Posted by Word Camel on February 10, 2004

In Reply to: Sullivan? posted by Bob on February 10, 2004

: : : : As an old and obsolete engineer, a time worn expression comes to mind. We used it to provide a visual picture that people could use to make the mental connection between the design of a thing and what it was used for.
: : : : Years later, in business school, I read Alfred Sloans book on organization at General Motors, and he used a similar concept to describe how the form of an organization would be developed based on the business function to be executed.
: : : : Is there a source for this before Sloan...... I think he wrote in 1963, but I believe I had heard it long before.....?

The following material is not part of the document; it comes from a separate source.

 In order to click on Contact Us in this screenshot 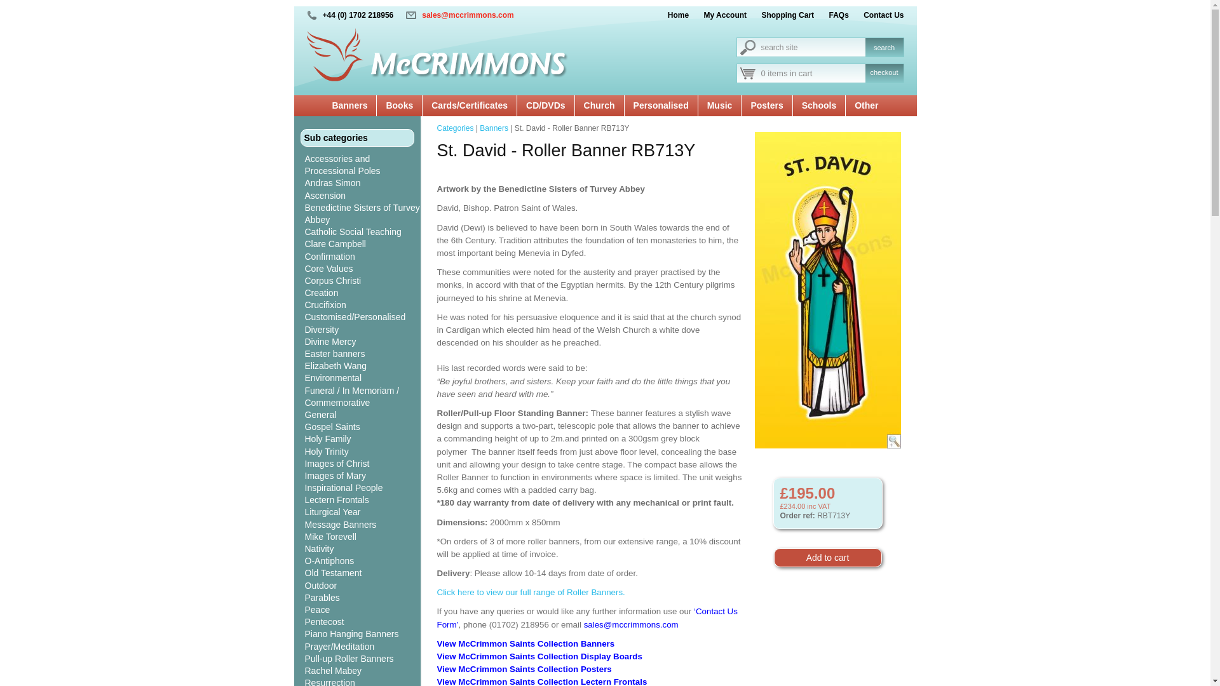, I will do `click(877, 15)`.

: : : I have the notion that "Form follows function" was a watchword at the Bauhaus, the German school of architecture and design (Weimar and elsewhere, 1919-1933), but I don't have any sources that can confirm that. Perhaps some other phrase finder can illuminate. SS

: : Yes, it was a Bauhaus principle. The saying is attributed to the architect Louis H. Sullivan, 1896.

: I had trouble getting the connection from Sullivan to the Bauhaus, which flourished decades after him, so I went Googling the phrase. It's attributed to Sullivan, all right, but also to a dozen other people, including Walter Gropius (aha! better time fit), a sculptor I never heard of, and (vaguely) to "the Bauhaus." Anybody have definitive evidence?

Sullivan was a member of the Chicago School, which differs from Bauhaus in that it uses neoclassical design elements. Bauhaus disparaged any use of decoration at all. The photo is one of Sullivan's buildings. Though it is structurally simple, it doesn't quite go as far as Bauhaus did in reducing buildings to their essential elements.

In contrast to Sullivan and others (Frank Lloyd Wright among them), Bauhaus takes the Chicago school a step further. Lugwig Mies Van Der Rohe, an influential modernist and one time director of the Bauhaus declared "Form IS function". He also coined the wonderful phrase, "Less is more".